As a lifelong fan of the New York Yankees, I have a some fond memories of the legendary 1998 team that won 125 games en route to World Series sweep of the sacrificial San Diego Padres. In particular, though, I vividly remember watching a May game against the Boston Red Sox at Fenway Park. It was the second time the teams had met that season, and the day earlier, a Sox lineup of pseudo "stars" (Mo Vaugh) and bona fide scrubs (Darren Lewis, Troy O'Leary, Jon Valentin, Darren Bragg, Mike Benjamin and Lou Merloni) had, behind Tim Wakefield, somehow won the opening game of the series. The next day, normal service was restored, and as the Yankees were putting the sword to the Sox on their way to a 12-3 rout, one of their announces (Ken Singleton, maybe?) said, "This is just one team telling another, 'Hey we're better than you.'" While watching the Sox administer the second Bronx beat down of this season earlier this week, those words floated back to me in a kind of Proustian memory. Except this time, it was the Sox who were emphatically delivering that message.

You would think that even those Yanks fans who see the world though rose-tinted, pinstriped glasses issued by YES Network, the Bomber's in-house propaganda arm, couldn't deny that the Sox are a superior team.
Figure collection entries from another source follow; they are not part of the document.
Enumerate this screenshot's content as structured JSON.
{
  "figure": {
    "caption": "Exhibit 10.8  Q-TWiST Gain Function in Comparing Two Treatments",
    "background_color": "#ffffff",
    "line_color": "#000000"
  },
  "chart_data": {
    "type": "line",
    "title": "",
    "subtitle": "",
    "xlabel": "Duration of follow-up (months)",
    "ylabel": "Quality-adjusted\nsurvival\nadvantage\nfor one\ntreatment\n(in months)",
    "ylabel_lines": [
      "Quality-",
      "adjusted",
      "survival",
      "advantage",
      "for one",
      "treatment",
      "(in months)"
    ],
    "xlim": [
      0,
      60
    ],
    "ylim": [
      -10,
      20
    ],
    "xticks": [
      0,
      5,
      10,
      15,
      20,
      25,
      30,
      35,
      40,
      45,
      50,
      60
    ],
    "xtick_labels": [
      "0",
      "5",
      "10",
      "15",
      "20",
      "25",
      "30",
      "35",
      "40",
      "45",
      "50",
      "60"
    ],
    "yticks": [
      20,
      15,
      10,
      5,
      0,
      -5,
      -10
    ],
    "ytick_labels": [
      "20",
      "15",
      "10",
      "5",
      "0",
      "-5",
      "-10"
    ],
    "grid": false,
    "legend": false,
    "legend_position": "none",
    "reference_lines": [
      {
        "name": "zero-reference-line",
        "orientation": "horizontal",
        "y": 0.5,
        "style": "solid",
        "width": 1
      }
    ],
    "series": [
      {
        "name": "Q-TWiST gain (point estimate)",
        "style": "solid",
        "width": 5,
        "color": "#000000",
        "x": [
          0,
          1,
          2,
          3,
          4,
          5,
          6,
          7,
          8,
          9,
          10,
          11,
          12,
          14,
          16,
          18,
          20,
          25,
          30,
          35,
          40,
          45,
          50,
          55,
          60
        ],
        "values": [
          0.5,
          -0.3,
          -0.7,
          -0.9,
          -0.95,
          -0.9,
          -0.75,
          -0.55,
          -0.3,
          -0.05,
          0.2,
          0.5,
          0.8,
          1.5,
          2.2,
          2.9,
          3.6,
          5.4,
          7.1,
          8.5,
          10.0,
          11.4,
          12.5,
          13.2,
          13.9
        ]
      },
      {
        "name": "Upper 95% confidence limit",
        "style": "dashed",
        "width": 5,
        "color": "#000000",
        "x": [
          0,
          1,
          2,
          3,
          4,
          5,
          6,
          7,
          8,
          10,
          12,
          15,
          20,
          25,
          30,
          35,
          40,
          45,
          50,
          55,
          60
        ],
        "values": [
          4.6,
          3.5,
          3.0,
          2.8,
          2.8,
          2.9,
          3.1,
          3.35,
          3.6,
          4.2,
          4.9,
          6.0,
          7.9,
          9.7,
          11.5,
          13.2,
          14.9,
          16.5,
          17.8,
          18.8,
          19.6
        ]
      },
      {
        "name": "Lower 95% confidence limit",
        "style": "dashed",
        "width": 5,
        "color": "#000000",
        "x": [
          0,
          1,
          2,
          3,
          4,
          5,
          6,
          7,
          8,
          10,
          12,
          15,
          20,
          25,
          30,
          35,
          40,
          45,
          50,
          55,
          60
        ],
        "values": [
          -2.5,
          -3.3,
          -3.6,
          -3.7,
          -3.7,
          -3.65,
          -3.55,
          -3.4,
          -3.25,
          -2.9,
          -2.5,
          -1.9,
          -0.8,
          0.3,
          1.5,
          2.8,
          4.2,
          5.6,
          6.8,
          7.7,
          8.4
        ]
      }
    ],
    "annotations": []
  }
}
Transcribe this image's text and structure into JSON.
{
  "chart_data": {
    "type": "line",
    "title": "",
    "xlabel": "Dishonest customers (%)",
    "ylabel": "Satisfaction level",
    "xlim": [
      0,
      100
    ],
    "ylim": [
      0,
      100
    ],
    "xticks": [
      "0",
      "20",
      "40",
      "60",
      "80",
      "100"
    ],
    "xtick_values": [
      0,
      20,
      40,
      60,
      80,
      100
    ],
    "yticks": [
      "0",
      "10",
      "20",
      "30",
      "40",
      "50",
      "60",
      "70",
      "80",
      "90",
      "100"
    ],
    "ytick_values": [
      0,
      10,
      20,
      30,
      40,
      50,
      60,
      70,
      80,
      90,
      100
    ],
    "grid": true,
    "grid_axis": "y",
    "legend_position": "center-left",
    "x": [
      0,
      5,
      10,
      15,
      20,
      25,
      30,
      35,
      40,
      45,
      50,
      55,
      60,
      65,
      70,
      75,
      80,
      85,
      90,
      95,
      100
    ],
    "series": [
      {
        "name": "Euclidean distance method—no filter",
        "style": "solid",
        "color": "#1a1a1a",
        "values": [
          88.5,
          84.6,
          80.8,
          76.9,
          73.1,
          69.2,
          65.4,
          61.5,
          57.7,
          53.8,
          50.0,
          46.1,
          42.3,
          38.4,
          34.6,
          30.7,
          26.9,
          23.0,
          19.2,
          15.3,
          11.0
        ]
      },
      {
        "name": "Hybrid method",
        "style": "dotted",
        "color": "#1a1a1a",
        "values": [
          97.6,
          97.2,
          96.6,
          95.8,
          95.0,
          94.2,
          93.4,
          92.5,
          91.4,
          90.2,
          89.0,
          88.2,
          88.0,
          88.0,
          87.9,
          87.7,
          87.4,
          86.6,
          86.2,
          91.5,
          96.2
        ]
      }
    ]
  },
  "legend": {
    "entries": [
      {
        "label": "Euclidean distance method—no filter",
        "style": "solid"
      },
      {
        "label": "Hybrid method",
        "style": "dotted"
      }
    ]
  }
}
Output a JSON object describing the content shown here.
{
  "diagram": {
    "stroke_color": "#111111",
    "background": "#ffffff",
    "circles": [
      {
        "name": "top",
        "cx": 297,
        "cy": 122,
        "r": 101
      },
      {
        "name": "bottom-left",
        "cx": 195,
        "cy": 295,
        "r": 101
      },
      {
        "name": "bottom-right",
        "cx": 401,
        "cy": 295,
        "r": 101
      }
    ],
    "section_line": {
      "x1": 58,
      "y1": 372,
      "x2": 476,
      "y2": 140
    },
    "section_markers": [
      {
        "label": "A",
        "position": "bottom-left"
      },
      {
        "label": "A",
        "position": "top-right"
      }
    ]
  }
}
In fact, the question of whether the Sox are currently better than the Yankees is no longer a subjective one. Unfortunately, it is a fact that the answer is "Yes." These last few games served as a kind of mathematical proof. To argue to the contrary is to deny objective reality and betray a mind warped by homerism. It would be like asserting that John Sterling and Suzyn Waldman are a good radio broadcast team or that Tom Brady's haircut is actually cool. These kind of delusional statements are like dog whistles signaling your listeners that you don't know what the hell you are talking about.

And yet, if you choose to crawl down the rabbit hole of sports talk radio, you'll hear people like WFAN host Mike Francesa argue that the Yankees are as good as or better than the Sox. The current standings, this line of argument theorizes, are skewed by Boston's dominance of this year's head-to-head match-up. But doesn't that head-to-head dominance actually verify their superiority? Whatever. This kind of denial is made more irrational by the reality that it doesn't matter who is the best team in early June. Of course, Yankee fans shouldn't be too optimistic about the Yankees overhauling the Red Sox anytime soon, especially now that the bullpen is in shambles and Bartolo Colon just injured one of his ponderous legs.  That the health of Colon matters this much is, in and of itself, troubling, but without beefy Bartolo and his magic arm, we're left with the tragicomic prospect of watching A.J. Burnett pitch Game 2 of a post-season series. The Yanks will likely look to make a move before the deadline, but, then again, won't the Sox, as well? As much as I'd like to deny it, the truth is it could be a while before the Yankees can once again tell the Red Sox, "Hey, we're better than you."